Robert G. Cordes, who had been a full pilot with the Boston Pilots Association since 1976, was climbing the rope ladder, with wooden steps, when he fell off the ladder, near the top, according to Lt. Gregory Callaghan, senior investigator at the United States Coast Guard Sector Boston.
The pilot fell from the ladder onto a deck barge that was moored alongside, according to Callaghan. Cordes, of Winthrop, Mass., was taken to Whidden Memorial Hospital in Everett, where he was pronounced dead.
The accident occurred at 1330 hours on a calm day. Baldock had unloaded a cargo of salt and was empty and stationary when Cordes climbed the ladder. Callaghan said the pilot had to climb “just about 9 meters” (29.5 feet) to board the ship.
This was the third death in 2006 involving a U.S. pilot transferring between vessels. On Jan. 9, a Columbia River Bar pilot was descending a ladder from a cargo ship to a pilot boat in 18- to 20-foot seas when he fell into the Pacific Ocean and drowned. On Jan. 29, a 30-year veteran from Hawaii fell between a cruise ship and a pilot boat in 5-foot seas and was killed.
The high number of pilot deaths this year has led the American Pilots’ Association (APA) and the International Maritime Pilots’ Association (IMPA) to ask for new regulations to make pilot transfers safer. The United States, Brazil and IMPA submitted a proposal at the 82nd session of the International Maritime Organization’s Maritime Safety Committee (MSC), held in Istanbul in November and December, according to Paul Kirchner, executive director of the American Pilots’ Association. U.S. pilots have several concerns about the ladders they use. “There’s two things,” said Kirchner. “Improve the standards and strengthen the enforcement of the existing standards. Pilots are still seeing a lot of substandard and illegal ladders. Some are not maintained properly; others are not rigged properly.”
Because the Baldock investigation was continuing, Callaghan said he could not go into details about the ladder. “I can say there appears to be no abnormalities in it,” he said.
Kirchner also said he would have to wait until the investigation was complete before he could make detailed comments on this incident. “But from what I understand there was some question about how high the ladder was,” Kirchner said. “It can’t be more than 9 meters, and if it is, there is supposed to be an accommodation ladder that comes down and meets it.”
The International Convention for the Safety of Life at Sea (SOLAS), Chapter 5, Regulation 23, includes the following rules for pilots ladders: Each step much rest against the ship’s side; steps must be equally spaced at intervals between 11.8 and 15 inches apart; the side ropes should be two continuous, uncovered ropes no less than .7 inches in diameter; steps should be secured so that they remain horizontal; and spreaders that are at least 71 inches wide must be placed as the fifth step, with no more than 8 steps between spreaders. In addition, any ship with a freeboard of more than 29.5 feet should have an accommodation ladder, preferably with rigid stanchions and handrails.
The proposed new rules made at the 82nd session of the MSC include: the banning of mechanical pilot hoists; the banning of all outward-opening shipside doors for pilot transfer; a maximum diameter for man-ropes; a smaller range in the space between steps (12.2 to 13.8 inches); requirements on the installation of step fixtures to stabilize steps and support side ropes; changing the maximum angle of slope for the accommodation ladder from 55° to 45°; and requiring the accommodation ladder to be at least 23.4 inches wide.
It has been a tough year for pilots, Kirchner said. News of Cordes’ death came at the start of the APA’s biannual convention in Orlando, Fla. “It’s something that has shaken up our group,” he said.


Lines containing "claws" should be pulled from the material below.

::::

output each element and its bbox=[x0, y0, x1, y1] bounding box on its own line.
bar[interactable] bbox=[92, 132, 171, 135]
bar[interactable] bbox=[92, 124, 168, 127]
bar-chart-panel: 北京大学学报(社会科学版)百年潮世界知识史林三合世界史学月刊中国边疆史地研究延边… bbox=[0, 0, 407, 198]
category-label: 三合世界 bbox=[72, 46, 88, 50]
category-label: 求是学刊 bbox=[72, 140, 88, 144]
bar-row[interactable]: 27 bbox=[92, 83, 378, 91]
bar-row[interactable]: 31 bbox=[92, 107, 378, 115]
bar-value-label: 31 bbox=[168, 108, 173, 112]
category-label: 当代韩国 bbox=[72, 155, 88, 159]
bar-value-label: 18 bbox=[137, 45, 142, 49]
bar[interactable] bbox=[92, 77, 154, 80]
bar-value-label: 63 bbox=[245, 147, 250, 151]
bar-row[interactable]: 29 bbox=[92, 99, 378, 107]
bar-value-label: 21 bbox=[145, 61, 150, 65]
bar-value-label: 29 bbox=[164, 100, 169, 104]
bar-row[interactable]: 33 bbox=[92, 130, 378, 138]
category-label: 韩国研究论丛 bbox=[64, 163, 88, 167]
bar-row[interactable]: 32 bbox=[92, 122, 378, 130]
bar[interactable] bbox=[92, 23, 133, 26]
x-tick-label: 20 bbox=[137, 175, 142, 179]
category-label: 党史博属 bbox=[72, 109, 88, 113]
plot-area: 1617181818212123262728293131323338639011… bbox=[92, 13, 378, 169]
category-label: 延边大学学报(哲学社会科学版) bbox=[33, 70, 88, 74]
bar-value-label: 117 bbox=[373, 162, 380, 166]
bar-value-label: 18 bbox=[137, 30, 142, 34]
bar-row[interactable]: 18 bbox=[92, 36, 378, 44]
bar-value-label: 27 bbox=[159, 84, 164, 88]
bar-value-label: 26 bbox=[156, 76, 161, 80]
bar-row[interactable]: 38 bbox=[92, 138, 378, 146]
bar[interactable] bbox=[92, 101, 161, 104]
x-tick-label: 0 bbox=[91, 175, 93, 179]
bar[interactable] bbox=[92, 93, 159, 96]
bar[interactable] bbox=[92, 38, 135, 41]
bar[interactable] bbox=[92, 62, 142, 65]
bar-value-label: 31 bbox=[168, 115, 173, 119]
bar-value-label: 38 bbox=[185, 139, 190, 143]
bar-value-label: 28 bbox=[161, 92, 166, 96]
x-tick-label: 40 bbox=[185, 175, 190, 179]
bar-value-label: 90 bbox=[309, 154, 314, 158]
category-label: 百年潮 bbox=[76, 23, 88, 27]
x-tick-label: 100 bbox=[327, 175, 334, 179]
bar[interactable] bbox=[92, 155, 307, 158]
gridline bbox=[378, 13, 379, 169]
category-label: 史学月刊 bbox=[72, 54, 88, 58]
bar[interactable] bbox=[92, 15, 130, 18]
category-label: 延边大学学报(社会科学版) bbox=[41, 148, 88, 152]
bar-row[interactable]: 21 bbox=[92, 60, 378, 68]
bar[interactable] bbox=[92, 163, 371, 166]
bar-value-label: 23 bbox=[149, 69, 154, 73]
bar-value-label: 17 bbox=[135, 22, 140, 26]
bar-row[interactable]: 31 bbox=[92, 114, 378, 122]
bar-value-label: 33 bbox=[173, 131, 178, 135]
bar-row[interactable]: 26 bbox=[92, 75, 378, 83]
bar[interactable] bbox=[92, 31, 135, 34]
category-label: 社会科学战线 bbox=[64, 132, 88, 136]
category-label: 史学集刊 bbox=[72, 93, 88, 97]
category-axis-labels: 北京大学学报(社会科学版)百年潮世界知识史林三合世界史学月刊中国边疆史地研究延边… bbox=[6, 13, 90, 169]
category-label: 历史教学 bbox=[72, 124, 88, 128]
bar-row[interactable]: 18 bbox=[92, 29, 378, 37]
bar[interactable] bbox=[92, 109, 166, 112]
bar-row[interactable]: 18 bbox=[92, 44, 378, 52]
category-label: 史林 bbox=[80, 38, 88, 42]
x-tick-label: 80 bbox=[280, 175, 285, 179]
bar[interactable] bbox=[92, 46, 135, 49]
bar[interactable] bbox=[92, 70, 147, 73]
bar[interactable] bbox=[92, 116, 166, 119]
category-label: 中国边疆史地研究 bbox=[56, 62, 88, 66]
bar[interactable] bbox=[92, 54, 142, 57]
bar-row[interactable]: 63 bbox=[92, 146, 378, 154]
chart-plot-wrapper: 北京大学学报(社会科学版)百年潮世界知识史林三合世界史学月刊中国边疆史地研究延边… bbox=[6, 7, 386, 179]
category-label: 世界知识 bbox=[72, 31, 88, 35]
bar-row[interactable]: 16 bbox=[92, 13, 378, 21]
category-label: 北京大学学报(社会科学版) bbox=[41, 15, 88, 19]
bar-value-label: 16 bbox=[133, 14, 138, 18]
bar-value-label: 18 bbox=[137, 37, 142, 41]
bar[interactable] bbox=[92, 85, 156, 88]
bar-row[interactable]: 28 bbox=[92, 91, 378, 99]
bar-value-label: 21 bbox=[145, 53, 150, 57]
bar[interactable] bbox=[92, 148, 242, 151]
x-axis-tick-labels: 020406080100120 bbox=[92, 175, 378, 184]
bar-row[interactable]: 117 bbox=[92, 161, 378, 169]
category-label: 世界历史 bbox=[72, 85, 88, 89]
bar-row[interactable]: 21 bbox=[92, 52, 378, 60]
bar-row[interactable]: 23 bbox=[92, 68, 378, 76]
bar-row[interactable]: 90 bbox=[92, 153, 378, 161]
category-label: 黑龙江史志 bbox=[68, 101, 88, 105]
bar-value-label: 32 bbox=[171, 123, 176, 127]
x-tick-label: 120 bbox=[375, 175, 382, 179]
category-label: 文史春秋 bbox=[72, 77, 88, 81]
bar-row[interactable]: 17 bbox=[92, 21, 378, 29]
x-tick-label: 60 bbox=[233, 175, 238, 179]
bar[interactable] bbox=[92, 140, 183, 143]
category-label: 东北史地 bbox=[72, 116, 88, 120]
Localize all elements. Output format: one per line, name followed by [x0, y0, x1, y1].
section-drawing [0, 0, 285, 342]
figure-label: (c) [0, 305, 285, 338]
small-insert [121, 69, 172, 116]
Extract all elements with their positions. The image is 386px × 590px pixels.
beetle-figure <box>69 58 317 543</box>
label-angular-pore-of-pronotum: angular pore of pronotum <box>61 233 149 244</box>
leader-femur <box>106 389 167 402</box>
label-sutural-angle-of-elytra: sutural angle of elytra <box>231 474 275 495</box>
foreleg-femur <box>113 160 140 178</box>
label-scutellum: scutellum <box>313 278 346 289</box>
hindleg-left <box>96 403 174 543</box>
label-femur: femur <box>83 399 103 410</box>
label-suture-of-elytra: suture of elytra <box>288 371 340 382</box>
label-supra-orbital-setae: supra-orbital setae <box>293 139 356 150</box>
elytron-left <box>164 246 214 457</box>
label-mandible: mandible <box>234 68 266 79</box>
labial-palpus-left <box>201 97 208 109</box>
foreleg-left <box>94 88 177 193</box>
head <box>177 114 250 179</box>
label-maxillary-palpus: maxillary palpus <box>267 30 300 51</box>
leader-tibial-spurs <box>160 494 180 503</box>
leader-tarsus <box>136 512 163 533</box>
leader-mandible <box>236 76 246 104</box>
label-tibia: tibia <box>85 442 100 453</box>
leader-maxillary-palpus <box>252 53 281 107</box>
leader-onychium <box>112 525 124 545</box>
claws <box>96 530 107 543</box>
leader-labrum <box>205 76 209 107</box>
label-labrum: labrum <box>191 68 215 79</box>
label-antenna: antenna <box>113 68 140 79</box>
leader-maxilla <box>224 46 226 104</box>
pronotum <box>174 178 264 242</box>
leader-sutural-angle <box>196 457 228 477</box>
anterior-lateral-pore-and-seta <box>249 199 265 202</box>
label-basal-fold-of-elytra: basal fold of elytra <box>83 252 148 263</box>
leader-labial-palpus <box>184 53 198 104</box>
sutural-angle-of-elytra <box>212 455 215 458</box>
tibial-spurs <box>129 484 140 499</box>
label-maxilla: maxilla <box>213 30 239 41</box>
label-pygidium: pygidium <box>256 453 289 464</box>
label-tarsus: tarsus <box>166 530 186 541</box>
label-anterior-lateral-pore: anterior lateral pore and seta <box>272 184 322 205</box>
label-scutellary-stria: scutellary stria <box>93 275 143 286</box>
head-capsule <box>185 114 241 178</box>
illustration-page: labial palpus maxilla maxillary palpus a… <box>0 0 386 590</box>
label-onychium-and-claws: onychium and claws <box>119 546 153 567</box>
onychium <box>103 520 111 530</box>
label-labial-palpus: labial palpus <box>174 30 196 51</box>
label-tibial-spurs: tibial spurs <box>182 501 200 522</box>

::::

PROBLEM SOLUTION
claws <box>96 530 107 543</box>
label-onychium-and-claws: onychium and claws <box>119 546 153 567</box>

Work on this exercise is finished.